The first is the world premiere of Omar, with music by Rhiannon Giddens and Michael Abels, conducted by John Kennedy and directed by Kaneza Schaal. The 135-minutes long opera narrates Omar Ibn Said’s 1831 autobiography, beginning long before the 37-year-old West African scholar was made to board a ship bound for Charleston, South Carolina—the site of his enslavement and sale. And though his memoir ends some 30 years before he was laid to rest, still enslaved, this record of his life and Muslim faith reveals a refusal to be defined or erased by his captors. It’s a seminal work of strength, resistance, and religious conviction—a work underscoring the indelible power of the written word. Omar ibn Said was a Fula Islamic scholar from Futa Toro in West Africa, which is present-day Senegal. He wrote a series of works on history and theology, including his autobiography which gained fame posthumously, and in 1991 a mosque in Fayetteville, North Carolina was renamed Masjid Omar ibn Sayyid in his honour.

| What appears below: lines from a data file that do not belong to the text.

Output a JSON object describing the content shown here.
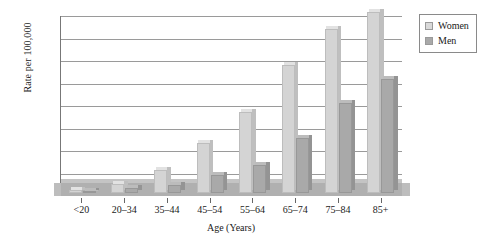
{
  "chart_data": {
    "type": "bar",
    "title": "",
    "xlabel": "Age (Years)",
    "ylabel": "Rate per 100,000",
    "ylim": [
      0,
      40
    ],
    "ytick_step": 5,
    "yticks": [
      "0",
      "5",
      "10",
      "15",
      "20",
      "25",
      "30",
      "35",
      "40"
    ],
    "grid": true,
    "legend_position": "top-right-outside",
    "categories": [
      "<20",
      "20–34",
      "35–44",
      "45–54",
      "55–64",
      "65–74",
      "75–84",
      "85+"
    ],
    "series": [
      {
        "name": "Women",
        "color": "#d4d4d4",
        "values": [
          0.6,
          1.9,
          5.1,
          11.2,
          18.1,
          28.4,
          36.5,
          40.3
        ]
      },
      {
        "name": "Men",
        "color": "#a9a9a9",
        "values": [
          0.5,
          1.2,
          1.7,
          4.1,
          6.2,
          12.3,
          19.9,
          25.3
        ]
      }
    ],
    "floor_value": 3.0
  },
  "legend": {
    "items": [
      {
        "label": "Women"
      },
      {
        "label": "Men"
      }
    ]
  }
}
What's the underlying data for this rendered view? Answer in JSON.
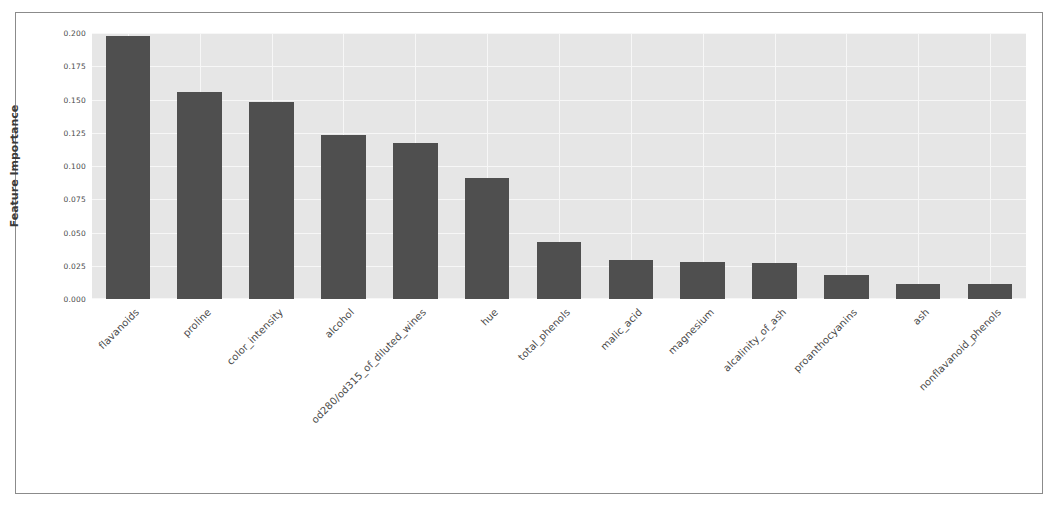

The second is also a world premiere, of Unholy Wars, conceived and performed by Karim Sulayman, directed by Kevin Newbury and featuring Persian-American soprano Raha Mirzadegan and American baritone John Taylor Ward. The performance aims at "Reframing the narrative" as the tagline goes and begs the question "When the Crusades are taught in schools, is the humanity of the other—the humanity of the Arabic people—considered?" It's a provocative question to ask, particularly in the American South by a tenor who, although born in Chicago, has Lebanese heritage. The intro to the work on the Festival's website concedes: "In this intimate new work, well-known musical selections surrounding the Holy Wars are stitched together through song, dance, and intricate animation. Yet these European standards, by composers including Monteverdi, Rossi, and Handel, are reframed by the Grammy Award-winning tenor Karim Sulayman to reveal a new story of belonging and the resilience of marginalized people."